Bill creates new path for workers' comp

Gov. Asa Hutchinson wants lawmakers to make changes to the workers' compensation system, including ending the state's decades-old fund that relies on insurance premium taxes on businesses to pay for death and disability claims.

Arkansas employers or their insurers currently pay roughly the first $200,000 of a claim filed either by workers left disabled or by their surviving family members. Payment of the rest of that claim then falls to the state's Workers' Compensation Commission's Death and Permanent Total Disability fund.

Arkansas is the last state in the union to maintain such a fund, according to the commission's CEO, Barbara Webb, who said other states have shifted the responsibility of funding such workers' claims onto businesses and their insurers.

Currently, most nonfarming Arkansas businesses are required to buy workers' compensation insurance and then pay 3 percent of premiums into the commission's Death and Permanent Total Disability fund. No general revenue goes into this fund.

Legislation sponsored by Sen. Greg Standridge, R-Russellville, proposes to end paying new claims from the fund, a move that would shift to businesses the burden of prolonged payments to injured employees or their survivors.

Standridge did not return a call Monday to discuss the measure.

But the reason for the shift, according to Webb, is that the fund is insolvent and roughly six to 12 years away from going bankrupt.

"Because of decreasing returns on investments, low interest rates ... we've had decreasing premium tax revenue ... and we've had the increasing number of claims in the fund with increasing wage benefits," Webb said. "All of that together put this fund into a downward spiral and created this underfunded liability."

In 1995, the fund faced a $6.7 million underfunded liability. By 2004, that figure grew to about $15 million, Webb said. With assets of $111.6 million, but current and future benefits to claimants set at about $242.5 million, the state's current liability is about $131 million.

Without a change, "these 1,500 or more people would no longer be getting the check they rely on to live," Webb said, referring to the number receiving the payments.

But the lobbying group for Arkansas businesses opposes shifting the cost burden for workers' compensation claims wholly to businesses.

Randy Zook, the head of the Arkansas State Chamber of Commerce, said the fund needs to be addressed and his group has been pushing for some kind of fix since 2000.

But he doesn't think Hutchinson's proposal is the best way to do it and he thinks that such a complicated issue should have been left for the 2017 legislative session instead of a proposed three-day special session.

"This is not about the chamber; it's about employers, the people who pay the tax, who pay the claims, who pay to fund the workers' compensation system," Zook said. "This will create additional costs and depending on the type of business you're in, those costs will be anywhere from moderate to substantial."

Zook declined to go into specific alternatives to Hutchinson's proposal, but said there will be plenty of discussion at the Capitol over the coming days.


→ PROBLEM REQUIREMENTS:
Locate each line of the material that contains "Image", then return it.

→ GIVEN RECORDS:
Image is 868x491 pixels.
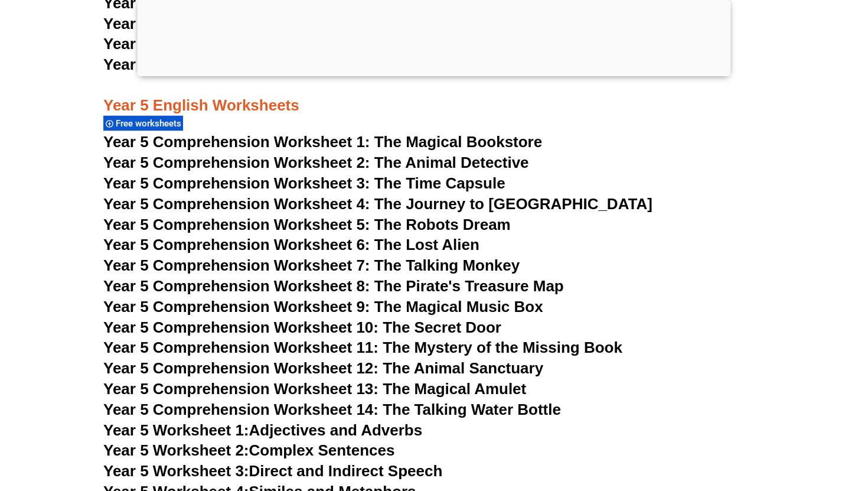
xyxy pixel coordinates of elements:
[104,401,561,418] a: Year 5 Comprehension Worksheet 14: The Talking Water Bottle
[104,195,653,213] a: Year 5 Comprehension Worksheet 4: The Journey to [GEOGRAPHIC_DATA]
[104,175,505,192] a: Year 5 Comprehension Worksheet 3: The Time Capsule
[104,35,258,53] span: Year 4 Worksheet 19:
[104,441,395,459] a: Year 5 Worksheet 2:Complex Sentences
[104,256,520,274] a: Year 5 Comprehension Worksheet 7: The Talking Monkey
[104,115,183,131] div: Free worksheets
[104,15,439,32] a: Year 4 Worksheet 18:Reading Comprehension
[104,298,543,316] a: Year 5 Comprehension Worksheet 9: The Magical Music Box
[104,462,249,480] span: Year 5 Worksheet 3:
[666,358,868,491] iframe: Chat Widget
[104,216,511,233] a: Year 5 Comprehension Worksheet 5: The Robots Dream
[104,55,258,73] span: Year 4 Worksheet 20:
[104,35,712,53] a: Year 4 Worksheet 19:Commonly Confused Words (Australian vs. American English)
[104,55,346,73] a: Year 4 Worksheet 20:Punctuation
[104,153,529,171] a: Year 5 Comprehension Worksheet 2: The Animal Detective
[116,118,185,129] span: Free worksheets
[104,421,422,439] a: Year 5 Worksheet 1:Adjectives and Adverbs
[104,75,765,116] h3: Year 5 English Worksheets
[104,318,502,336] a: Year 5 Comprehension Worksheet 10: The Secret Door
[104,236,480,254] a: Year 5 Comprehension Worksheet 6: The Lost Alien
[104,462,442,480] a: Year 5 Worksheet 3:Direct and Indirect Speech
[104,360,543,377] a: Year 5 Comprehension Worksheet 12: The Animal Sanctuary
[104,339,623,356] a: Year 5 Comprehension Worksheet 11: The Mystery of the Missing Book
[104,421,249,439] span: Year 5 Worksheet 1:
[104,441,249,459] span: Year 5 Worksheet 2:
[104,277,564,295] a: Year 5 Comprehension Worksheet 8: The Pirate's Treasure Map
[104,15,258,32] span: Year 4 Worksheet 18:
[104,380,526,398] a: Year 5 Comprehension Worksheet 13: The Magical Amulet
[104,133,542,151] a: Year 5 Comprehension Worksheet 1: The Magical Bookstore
==
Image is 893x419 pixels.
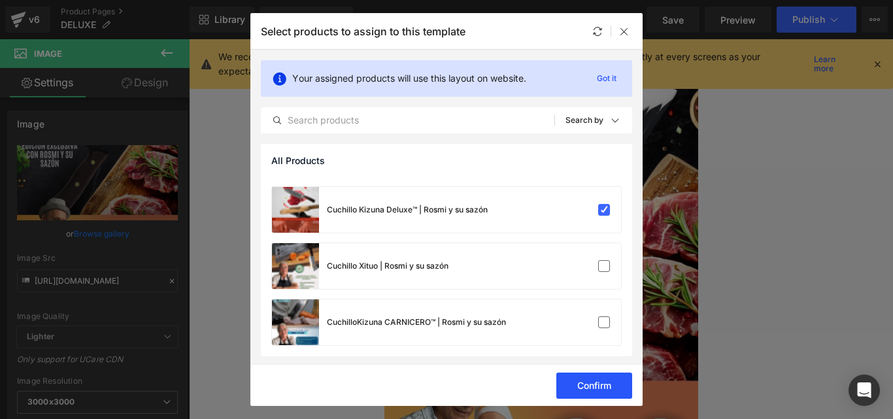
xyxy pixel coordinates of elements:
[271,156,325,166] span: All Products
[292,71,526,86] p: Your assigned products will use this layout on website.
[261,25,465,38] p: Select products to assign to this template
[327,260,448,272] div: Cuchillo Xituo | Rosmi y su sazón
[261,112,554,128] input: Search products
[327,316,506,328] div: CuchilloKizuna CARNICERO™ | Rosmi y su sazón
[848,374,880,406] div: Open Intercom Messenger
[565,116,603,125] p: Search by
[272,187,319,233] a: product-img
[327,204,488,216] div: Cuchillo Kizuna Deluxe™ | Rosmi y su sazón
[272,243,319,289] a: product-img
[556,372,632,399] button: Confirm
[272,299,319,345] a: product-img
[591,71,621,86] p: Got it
* * *
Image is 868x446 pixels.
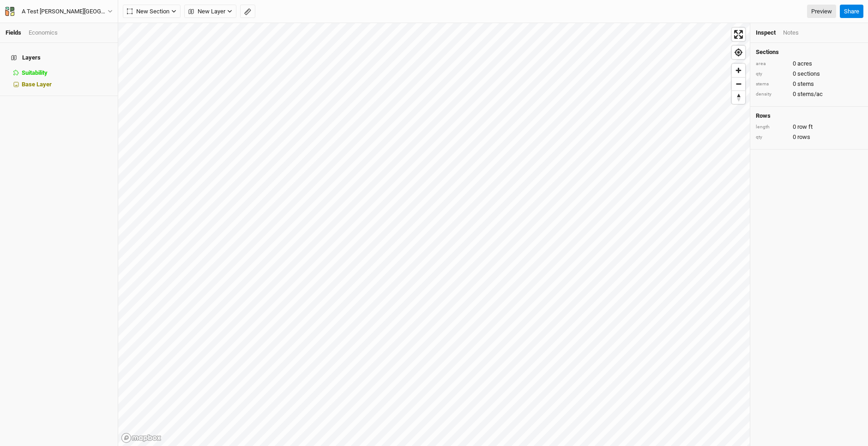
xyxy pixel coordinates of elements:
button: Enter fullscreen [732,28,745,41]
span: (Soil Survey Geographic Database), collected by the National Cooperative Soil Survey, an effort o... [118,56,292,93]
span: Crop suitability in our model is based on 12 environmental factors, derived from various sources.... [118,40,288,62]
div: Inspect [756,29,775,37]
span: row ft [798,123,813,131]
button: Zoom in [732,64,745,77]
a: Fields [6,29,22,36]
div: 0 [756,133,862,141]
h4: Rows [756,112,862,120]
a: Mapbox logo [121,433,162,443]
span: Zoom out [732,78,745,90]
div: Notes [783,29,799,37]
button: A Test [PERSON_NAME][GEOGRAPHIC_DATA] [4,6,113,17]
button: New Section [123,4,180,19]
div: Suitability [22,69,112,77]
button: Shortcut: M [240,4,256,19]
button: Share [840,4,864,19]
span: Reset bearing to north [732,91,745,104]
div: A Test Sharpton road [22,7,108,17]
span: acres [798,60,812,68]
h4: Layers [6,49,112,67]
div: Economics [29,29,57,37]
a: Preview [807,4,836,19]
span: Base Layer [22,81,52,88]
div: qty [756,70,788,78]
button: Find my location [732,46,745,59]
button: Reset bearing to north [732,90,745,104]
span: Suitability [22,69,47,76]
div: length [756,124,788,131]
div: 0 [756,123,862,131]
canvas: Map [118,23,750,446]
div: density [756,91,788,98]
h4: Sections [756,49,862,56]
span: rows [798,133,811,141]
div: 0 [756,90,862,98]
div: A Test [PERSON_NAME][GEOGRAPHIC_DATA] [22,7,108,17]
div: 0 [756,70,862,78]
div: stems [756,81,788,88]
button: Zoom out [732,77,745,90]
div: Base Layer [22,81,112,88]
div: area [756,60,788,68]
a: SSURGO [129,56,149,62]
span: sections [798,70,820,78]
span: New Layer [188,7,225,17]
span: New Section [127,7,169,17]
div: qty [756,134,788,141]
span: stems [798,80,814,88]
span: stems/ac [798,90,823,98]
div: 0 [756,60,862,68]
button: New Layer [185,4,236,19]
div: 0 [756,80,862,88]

→ YOUR SOLUTION:
Image is 868x491 pixels.
Image is 893x419 pixels.
Image is 868x446 pixels.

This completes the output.